Table 2: Institutional Strength & Debt Sustainability

Source: IMF (2018), The Debt Sustainability Framework for Low-Income Countries.
Note: Given that concessionality is an important element in financing LICs, the debt concept used in the template focuses on the present value (PV) of debt.


A crucial indicator to measure the quality of a country´s institutions is the World Bank's Country Policy and Institutional Assessment (CPIA). The index measures the institutional strength of a country, with 1=low, and 6=high. It scores countries against a set of 16 criteria grouped in four clusters: economic management, structural policies, policies for social inclusion and equity, and public sector management and institutions. Until mid 2018, IMF and World Bank have been relying exclusively on the CPIA to classify low-income countries’ debt-carrying capacity in their joint Debt Sustainability Framework for low-income countries (DSF). While other economic variables have been added since then, the CPIA is still relied on to provide a composite indicator of institutional strength measured by the World Bank to assess a country’s debt-carrying capacity. The CPIA assessment of institutional strength translates into into one of three debt-carrying capacity categories (strong, medium, and weak), as indicated in Table x. Corresponding to these categories, the framework establishes three indicative thresholds and a benchmark for each of five debt burden indicators (assessed in terms of GDP, exports, and revenues) On the basis of these thresholds and benchmark, the debt sustainability analyses include an assessment of the risk of external and overall debt distress based on four categories: low risk (when there are no breaches of thresholds); moderate risk (when thresholds are breached in risk scenarios); high risk (when thresholds are breached in the baseline scenario); and in debt distress (when a distress event, like arrears or a restructuring, has occurred or is considered imminent). The IMF assessment of debt sustainability provides an important signal to private portfolio investors and creditors, domestic and foreign. Consequently, CPIA scores importantly determine the investability of CwA countries.
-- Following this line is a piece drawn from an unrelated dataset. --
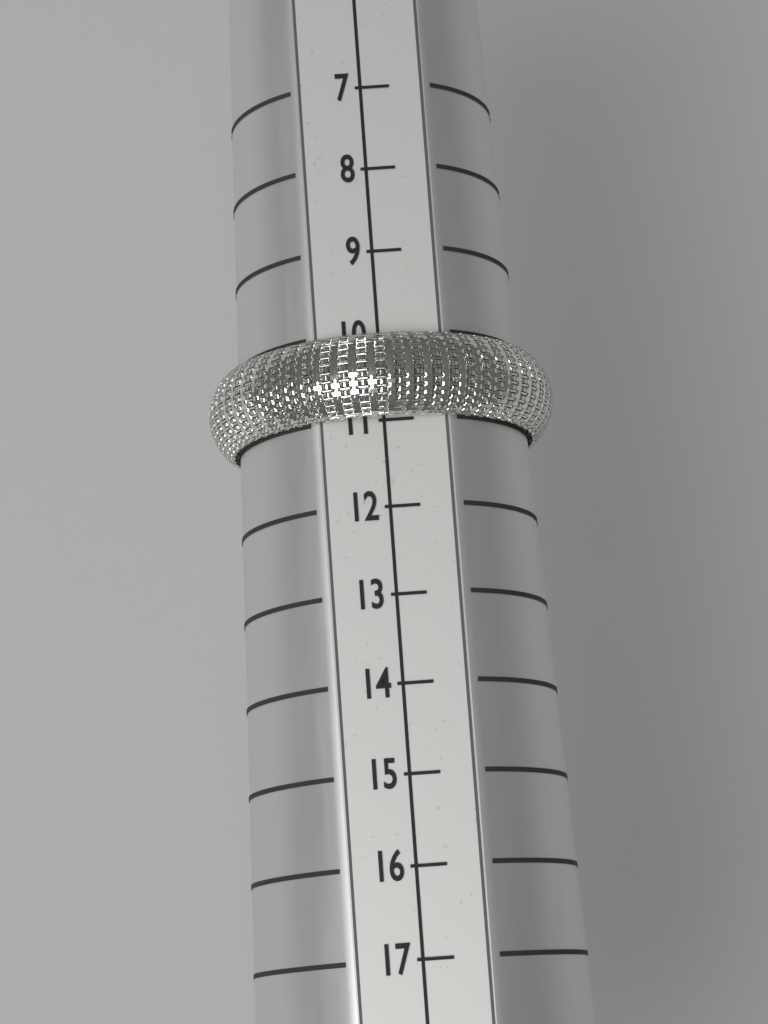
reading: 11 (no unit)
                             



[1] Jacques Ould Aoudia & Nicolas Meisel (2007), “Is ‘Good Governance’ a Good Development Strategy?”, Document de travail du Trésor et de l’AFD, Paris, November.
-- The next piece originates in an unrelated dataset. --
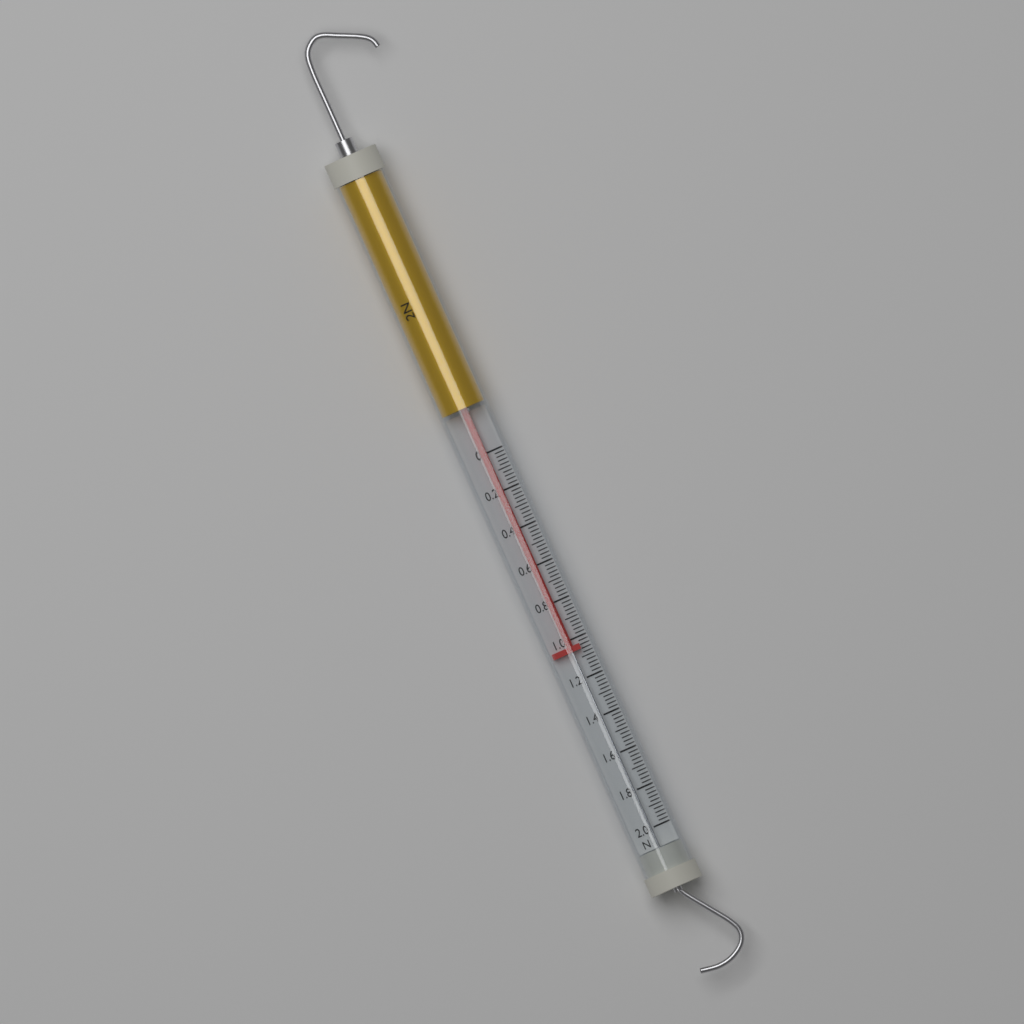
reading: 1.06 N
[2] Timothy Besley & Masayuki Kudamatsu (2007), “What Can We Learn from Successful Autocracies?”, Vox, July.
[3] Deutscher Bundestag (2018), Drucksache 19/6066, 28. 11. 2018, op.cit.
[5] Hauke Hartmann & Daniel Schraad-Tischler (2012), “Social Exclusion and Political Change”, Americas Quarterly, Vol.13, Issue 2, Spring. For criticism of legitimacy and paradigm of the BTI, see Jörn Hagenloch (2005), “Die neue Weltordnung aus Gütersloh”, Telepolis, 23. November.
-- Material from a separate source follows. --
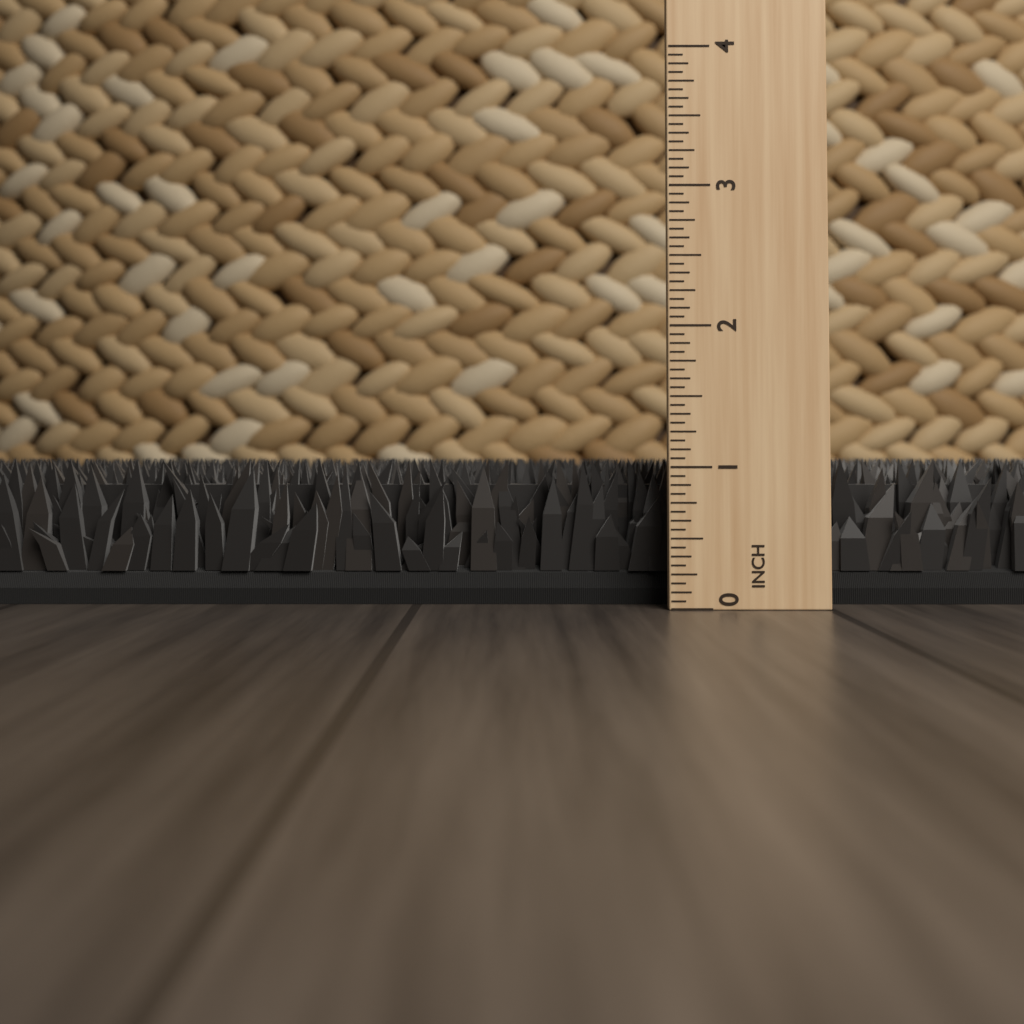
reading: 1.0625 in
[6] On the political agenda(s) of Bertelsmann Stiftung and its collusion with the media company Bertelsmann SE & Co., see Matthew Karnitschig (2019), “How Bertelsmann mixes business, philanthropy and Continental politics”, Politico.
[8] Transparency International, Corruption Perceptions Index 2018: Frequently Asked Questions.
[9] Transparency International, Corruption Perceptions Index 2018: Full Source Description. 
[10] Charles P. Oman and Christiane Arndt (2010), Measuring Governance, OECD Development Centre Policy Brief No. 39, Paris.
[12] Christiane Arndt and Charles P. Oman (2006), Uses and Abuses of Governance Indicators, OECD Development Centre Policy Studies, Paris.
[13] Justin Sandefur & Divyanshi Wadhwa (2018), „A Change in World Bank Methodology (Not Reform) Explains India’s Rise in Doing Business Rankings”, Center for Global Development, Washington DC, February.
[14] Justin Sandefur & Divyanshi Wadhwa (2018), „Chart of the Week #3: Why the World Bank Should Ditch the ´Doing Business´ Rankings—in One Embarrassing Chart”, Center for Global Development, Washington DC, January.
[15] Daron Acemoglu & James Robinson (2012), Why Nations Fail: The Origins of Power, Prosperity, and Poverty, New York.
[16] Jeffrey D. Sachs (2012), “Government, Geography, and Growth: The True Drivers of Economic Development”, Foreign Affairs, September.